Peterson: Not easy being a 'national pastime'

August 16, 2010 (CHICAGO)

It's one of several observations Peterson has made from behind bars in a letter that was printed by the Chicago Sun-Times.

It's 10 pages long, handwritten, and was given to the Sun-Times by a confidential source. In the letter, Peterson cracks jokes, taunts prosecutors, and talks about life behind bars -- everything from the food to the temperature of his cell.

Of his first court appearance in May 2009, Drew Peterson writes:

"It drives the officers nuts when the other inmate [sic] call out my name or ask for autographs.
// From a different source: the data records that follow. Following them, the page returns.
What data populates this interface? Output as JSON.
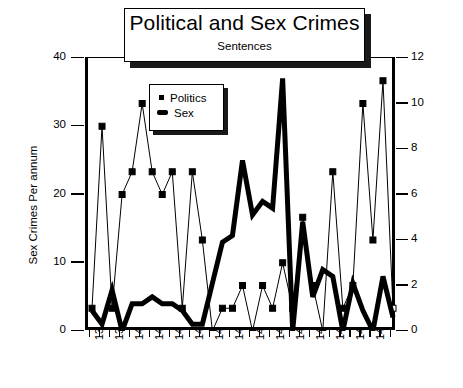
{
  "chart_data": {
    "type": "line",
    "title": "Political and Sex Crimes",
    "subtitle": "Sentences",
    "xlabel": "",
    "ylabel": "Sex Crimes\nPer annum",
    "ylabel_line1": "Sex Crimes",
    "ylabel_line2": "Per annum",
    "ylim": [
      0,
      40
    ],
    "yticks": [
      0,
      10,
      20,
      30,
      40
    ],
    "y2label": "",
    "y2lim": [
      0,
      12
    ],
    "y2ticks": [
      0,
      2,
      4,
      6,
      8,
      10,
      12
    ],
    "grid": false,
    "legend_position": "upper-left-inside",
    "x_tick_labels": [
      "1390",
      "1399",
      "1401",
      "1403",
      "1405",
      "1407",
      "1412",
      "1414",
      "1416",
      "1418",
      "1422",
      "1426",
      "1428",
      "1430",
      "1433"
    ],
    "x_index": [
      0,
      1,
      2,
      3,
      4,
      5,
      6,
      7,
      8,
      9,
      10,
      11,
      12,
      13,
      14,
      15,
      16,
      17,
      18,
      19,
      20,
      21,
      22,
      23,
      24,
      25,
      26,
      27,
      28,
      29,
      30
    ],
    "series": [
      {
        "name": "Politics",
        "axis": "right",
        "marker": "square",
        "color": "#000000",
        "line_width": 1,
        "values": [
          1,
          9,
          1,
          6,
          7,
          10,
          7,
          6,
          7,
          1,
          7,
          4,
          0,
          1,
          1,
          2,
          0,
          2,
          1,
          3,
          1,
          5,
          2,
          0,
          7,
          1,
          2,
          10,
          4,
          11,
          1
        ]
      },
      {
        "name": "Sex",
        "axis": "left",
        "marker": "none",
        "color": "#000000",
        "line_width": 5,
        "values": [
          3,
          1,
          6,
          0,
          4,
          4,
          5,
          4,
          4,
          3,
          1,
          1,
          7,
          13,
          14,
          25,
          17,
          19,
          18,
          37,
          0,
          16,
          5,
          9,
          8,
          0,
          7,
          3,
          0,
          8,
          2
        ]
      }
    ]
  },
  "legend": {
    "entries": [
      {
        "label": "Politics",
        "marker": "square"
      },
      {
        "label": "Sex",
        "marker": "thick-line"
      }
    ]
  }
}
I just laugh."

Fifteen months later it seems Peterson is still laughing...

"Those people who don't like Drew Peterson that thought that locking him up was going to get him down or beat him, they're sorely mistaken," said Joel Brodsky, Drew Peterson's attorney.

Peterson says his days at the Will County Jail are spent mostly alone in a cell described as cold.

"It almost took an act of God to get a second blanket and a thermal shirt," he writes. "My only human contact is with the guards who view me regularly and the inmate pod worker who bring [sic] me my meals, clean clothes, and linen passed through a chuckhole."

In his letter, he says the jail staff is professional, the food not bad.

Of being strip-searched by guards, he jokes: "I hummed the stripper song as I tossed them my clothes one piece at a time."

But he turns serious when he writes of his kids.

"I don't let my children visit me here. This is just a childhood memory I don't want them to have." "I think the guy's trying to make everyone feel sorry for him," said Nicholas Savio.

Savio is the brother of Peterson's third wife, Kathleen, whom he is accused of murdering.

"How can you feel sorry for a monster who went on TV before and made jokes about everything? Want me to feel sorry for you now? No, no," said Nicholas Savio, Kathleen Savio's brother.

The former Bolingbrook Police sergeant goes on to criticize prosecutor James Glasgow, who appealed a judge's ruling on hearsay evidence, delaying the start of his trial.

"I can't believe I spent 32 years defending the United States Constitution with my life," Peterson writes, "which now doesn't seem to apply to me."

Peterson offered no real comment on the substance of the case against him. And a spokesman for the prosecution called the letter an effort to distract attention from the very serious charges he faces.

Peterson is also critical of the media, saying news reports have turned him into a "national pastime," though it's an interesting statement given the fact that he wrote this letter to the sun-Times.